Overview of vStorage API Array Integration (VAAI)

Overview of vStorage API Array Integration (VAAI)

March 5, 2012 0 By Eric Shanks

Many storage providers have been working with VMware to improve performance of disks by giving VMware access to invoke capabilities of the storage system.  There are basically three main primitives that VMware can invoke to do this.

  • Full Copy
  • Hardware Assisted Locking
  • Block Zeroing
Full Copy
Lets look at what happens when you clone a VM without VAAI.  The ESXi server will start to copy the blocks of the original VM and start to paste them in the new location.  Below is an animation to describe this process.

 

 

VAAI has allowed us to get rid of this copy process and speed it up by having the ESXi server request that the storage device perform a copy operation.  This eliminates almost all of the traffic normally associated with a clone request.  The animation below shows this process in better detail.

 

The Full Copy primitive can also be used with other types of activities such as storage vMotion and deploying a VM from template.  You can see how useful this might be with a product like VMware View and creating multiple workstations for your VDI Infrastructure.

 

Hardware Assisted Locking
In order for an ESXi host to control a specific virtual machine disk, it has to temporarily lock the entire LUN that the VM is sitting on.  During this time, the LUN obviously can’t handle requests from other ESXi hosts and will temporarily halt disk activity which might be noticeable.
Hardware Assisted Locking changes this by allowing the storage system to handle the locks.  Since the storage system is controlling the LUN locks, it can allow the ESXi servers to access other VMDKs while locking the specific VMDK that needs the reservation.

 

 

Block Zeroing
When creating a new VM, you have the option of creating a thick provisioned “zeroed” disk.  During the creation of this disk, a “zero” is written to all the blocks that will comprise that vmdk on the physical disk.
Before VAAI and the Block Zeroing primitive, the ESXi server would have to request for all of those blocks to be “zeroed out.”  If the storage system is VAAI capable, this process can modified so that the ESXi host requests that the storage system “zeros” out the blocks and reduces the overhead.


* Work order
Each line from the one that includes "Crop the region containing 'footwear'." to the last line of the data below should be set down exactly; no other lines are wanted.

* Records from a data collection
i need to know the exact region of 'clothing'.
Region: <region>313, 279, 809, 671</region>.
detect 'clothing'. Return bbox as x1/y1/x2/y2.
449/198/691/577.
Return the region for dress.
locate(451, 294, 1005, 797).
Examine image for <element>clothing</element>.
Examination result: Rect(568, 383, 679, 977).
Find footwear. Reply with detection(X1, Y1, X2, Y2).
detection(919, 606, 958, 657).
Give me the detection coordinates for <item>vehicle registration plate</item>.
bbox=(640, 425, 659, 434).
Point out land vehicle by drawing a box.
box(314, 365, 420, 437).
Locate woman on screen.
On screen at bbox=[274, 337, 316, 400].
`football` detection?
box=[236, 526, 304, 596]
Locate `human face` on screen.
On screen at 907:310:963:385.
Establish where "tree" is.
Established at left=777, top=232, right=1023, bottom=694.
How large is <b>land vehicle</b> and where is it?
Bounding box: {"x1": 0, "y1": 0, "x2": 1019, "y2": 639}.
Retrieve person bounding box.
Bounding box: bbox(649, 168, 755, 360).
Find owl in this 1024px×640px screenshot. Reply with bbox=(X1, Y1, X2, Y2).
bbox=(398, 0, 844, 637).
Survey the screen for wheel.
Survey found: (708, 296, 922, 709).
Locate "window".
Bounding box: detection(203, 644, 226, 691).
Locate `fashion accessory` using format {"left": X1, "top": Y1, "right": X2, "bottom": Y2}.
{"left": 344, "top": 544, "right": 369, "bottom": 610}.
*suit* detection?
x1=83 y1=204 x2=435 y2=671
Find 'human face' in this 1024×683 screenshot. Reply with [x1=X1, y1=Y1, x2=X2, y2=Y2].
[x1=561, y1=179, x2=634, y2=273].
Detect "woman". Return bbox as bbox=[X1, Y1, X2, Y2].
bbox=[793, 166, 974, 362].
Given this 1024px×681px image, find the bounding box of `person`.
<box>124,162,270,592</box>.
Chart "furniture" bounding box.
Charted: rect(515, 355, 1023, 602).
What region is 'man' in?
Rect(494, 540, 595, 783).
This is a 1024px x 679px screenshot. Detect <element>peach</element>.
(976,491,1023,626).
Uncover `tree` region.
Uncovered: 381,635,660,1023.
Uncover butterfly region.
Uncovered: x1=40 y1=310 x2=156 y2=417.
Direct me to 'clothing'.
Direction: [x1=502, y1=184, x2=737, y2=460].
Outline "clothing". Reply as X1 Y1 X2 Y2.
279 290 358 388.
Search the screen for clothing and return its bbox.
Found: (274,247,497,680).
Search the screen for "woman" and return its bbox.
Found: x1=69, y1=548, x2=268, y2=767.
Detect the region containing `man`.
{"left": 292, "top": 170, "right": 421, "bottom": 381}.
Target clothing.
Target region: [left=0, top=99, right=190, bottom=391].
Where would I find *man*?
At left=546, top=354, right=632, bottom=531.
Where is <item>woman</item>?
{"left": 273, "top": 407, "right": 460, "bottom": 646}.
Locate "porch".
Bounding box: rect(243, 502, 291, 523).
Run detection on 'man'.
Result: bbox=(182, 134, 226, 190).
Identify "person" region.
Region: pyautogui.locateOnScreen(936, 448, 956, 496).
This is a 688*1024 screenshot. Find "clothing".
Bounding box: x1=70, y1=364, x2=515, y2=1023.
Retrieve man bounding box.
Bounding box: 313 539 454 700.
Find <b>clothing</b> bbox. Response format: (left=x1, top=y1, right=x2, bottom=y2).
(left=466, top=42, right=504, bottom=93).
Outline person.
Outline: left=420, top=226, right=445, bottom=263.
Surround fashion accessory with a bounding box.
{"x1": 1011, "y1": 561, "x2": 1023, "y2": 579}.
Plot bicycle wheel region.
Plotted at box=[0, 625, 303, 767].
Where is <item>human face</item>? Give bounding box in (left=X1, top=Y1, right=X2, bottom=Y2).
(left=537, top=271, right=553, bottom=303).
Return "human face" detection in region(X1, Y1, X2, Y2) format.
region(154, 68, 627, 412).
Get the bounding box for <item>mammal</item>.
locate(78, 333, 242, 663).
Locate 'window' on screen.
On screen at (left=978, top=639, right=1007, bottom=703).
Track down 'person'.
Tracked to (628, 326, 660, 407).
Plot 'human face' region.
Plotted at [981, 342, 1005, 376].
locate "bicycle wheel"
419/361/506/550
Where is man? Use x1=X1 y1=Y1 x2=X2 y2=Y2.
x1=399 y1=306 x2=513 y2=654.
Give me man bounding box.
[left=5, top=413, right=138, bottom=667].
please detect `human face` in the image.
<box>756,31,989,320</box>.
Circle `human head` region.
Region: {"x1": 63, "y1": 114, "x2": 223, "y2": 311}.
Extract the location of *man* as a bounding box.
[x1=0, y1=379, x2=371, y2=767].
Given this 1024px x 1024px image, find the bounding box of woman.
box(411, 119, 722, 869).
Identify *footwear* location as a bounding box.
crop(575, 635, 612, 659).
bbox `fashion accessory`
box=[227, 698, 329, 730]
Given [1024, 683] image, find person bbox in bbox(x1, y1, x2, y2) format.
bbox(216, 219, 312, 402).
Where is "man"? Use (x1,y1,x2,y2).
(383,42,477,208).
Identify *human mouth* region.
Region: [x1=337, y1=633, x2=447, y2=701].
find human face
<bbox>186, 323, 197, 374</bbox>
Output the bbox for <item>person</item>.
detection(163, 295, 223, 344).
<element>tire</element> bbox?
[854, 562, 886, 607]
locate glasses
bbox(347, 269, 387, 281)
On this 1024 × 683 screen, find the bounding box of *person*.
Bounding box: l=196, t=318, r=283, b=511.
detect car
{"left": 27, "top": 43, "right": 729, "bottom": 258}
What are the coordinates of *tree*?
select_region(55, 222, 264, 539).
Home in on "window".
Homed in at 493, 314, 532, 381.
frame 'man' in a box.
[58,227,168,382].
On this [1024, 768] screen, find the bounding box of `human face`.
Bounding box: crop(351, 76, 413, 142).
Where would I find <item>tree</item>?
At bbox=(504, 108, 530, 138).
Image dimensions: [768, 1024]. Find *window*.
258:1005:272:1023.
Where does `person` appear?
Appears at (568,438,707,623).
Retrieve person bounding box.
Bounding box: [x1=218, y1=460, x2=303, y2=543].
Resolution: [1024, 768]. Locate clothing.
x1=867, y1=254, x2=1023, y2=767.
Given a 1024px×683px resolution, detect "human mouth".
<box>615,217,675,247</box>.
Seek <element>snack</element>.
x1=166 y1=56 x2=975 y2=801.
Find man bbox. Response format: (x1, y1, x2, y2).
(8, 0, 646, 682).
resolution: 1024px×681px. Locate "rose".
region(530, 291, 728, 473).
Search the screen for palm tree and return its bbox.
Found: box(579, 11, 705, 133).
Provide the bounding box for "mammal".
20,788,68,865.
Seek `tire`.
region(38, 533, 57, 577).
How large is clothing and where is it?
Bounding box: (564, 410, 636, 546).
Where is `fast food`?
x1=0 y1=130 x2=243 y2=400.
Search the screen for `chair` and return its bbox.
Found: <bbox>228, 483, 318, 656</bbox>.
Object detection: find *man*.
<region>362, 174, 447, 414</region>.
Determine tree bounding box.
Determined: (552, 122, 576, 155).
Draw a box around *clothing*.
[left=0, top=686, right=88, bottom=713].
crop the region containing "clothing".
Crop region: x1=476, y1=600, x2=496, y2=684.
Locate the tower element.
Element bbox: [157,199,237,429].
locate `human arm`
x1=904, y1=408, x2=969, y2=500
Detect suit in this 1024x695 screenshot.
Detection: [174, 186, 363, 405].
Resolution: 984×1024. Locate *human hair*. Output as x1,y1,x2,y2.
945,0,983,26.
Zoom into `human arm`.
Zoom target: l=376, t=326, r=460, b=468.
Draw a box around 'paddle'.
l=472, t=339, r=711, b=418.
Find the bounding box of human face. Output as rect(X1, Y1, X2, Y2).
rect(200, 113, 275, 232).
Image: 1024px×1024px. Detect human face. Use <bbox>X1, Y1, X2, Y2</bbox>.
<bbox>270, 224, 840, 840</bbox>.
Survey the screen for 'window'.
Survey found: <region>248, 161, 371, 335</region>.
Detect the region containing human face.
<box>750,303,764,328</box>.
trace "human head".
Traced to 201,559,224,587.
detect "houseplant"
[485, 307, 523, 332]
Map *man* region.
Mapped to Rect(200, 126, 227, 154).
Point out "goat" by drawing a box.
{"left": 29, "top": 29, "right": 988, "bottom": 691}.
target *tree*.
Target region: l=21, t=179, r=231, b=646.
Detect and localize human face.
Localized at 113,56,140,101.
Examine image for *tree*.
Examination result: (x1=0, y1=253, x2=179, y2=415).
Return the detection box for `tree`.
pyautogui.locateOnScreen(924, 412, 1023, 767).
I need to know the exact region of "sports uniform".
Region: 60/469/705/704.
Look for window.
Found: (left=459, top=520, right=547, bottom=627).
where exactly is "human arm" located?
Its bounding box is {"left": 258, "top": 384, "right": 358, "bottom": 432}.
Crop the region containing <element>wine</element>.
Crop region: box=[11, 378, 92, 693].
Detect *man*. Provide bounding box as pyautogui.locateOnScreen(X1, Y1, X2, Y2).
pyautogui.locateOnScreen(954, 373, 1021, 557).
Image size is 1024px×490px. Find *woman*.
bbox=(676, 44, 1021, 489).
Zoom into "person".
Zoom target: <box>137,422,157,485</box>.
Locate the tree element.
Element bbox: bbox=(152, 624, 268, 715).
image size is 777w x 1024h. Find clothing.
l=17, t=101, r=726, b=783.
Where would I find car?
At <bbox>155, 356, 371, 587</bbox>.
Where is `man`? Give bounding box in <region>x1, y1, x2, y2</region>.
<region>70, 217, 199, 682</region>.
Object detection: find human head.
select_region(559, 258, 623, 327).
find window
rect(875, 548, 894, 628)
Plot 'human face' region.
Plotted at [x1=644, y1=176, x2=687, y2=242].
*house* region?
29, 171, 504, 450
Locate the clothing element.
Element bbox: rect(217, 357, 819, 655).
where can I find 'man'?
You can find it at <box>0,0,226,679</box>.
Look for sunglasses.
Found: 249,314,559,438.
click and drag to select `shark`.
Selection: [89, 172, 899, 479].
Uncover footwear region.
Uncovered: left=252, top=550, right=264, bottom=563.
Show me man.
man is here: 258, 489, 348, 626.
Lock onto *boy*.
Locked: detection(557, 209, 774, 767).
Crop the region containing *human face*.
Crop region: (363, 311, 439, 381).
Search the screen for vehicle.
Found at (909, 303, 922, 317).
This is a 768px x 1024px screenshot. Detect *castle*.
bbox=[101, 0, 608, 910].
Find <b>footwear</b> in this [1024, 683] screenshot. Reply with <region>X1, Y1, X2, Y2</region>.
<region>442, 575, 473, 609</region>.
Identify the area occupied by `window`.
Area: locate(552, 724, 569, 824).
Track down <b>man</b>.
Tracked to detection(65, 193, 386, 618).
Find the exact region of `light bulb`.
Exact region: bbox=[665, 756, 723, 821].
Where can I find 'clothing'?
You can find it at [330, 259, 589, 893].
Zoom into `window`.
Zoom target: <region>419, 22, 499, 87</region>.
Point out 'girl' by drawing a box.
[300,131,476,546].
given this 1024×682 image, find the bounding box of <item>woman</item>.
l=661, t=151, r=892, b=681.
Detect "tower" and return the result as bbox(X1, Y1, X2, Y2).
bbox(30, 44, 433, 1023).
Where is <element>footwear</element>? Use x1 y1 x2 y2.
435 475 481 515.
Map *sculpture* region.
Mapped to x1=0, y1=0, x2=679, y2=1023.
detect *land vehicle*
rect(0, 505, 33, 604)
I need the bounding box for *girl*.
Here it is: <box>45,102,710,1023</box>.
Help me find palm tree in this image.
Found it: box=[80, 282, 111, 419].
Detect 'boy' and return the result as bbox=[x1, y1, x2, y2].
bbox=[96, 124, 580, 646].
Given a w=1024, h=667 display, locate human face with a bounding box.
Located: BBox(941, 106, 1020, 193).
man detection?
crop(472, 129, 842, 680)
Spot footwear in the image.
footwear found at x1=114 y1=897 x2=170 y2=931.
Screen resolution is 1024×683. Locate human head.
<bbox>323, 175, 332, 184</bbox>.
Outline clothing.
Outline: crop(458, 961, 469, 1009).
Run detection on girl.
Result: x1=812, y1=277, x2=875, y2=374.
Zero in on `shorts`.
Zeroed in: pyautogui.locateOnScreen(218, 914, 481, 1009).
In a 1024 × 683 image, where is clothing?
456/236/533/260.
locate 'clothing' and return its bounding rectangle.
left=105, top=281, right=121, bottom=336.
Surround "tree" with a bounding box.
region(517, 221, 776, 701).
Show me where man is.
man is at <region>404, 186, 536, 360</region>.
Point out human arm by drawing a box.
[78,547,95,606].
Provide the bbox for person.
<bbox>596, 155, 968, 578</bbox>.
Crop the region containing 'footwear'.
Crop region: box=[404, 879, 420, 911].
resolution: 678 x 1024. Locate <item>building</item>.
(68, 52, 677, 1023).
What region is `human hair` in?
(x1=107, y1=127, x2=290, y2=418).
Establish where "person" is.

* Solution to the exercise
Crop the region containing 'footwear'.
Crop region: box=[404, 879, 420, 911].
resolution: 678 x 1024. Locate <item>building</item>.
(68, 52, 677, 1023).
What region is `human hair` in?
(x1=107, y1=127, x2=290, y2=418).
Establish where "person" is.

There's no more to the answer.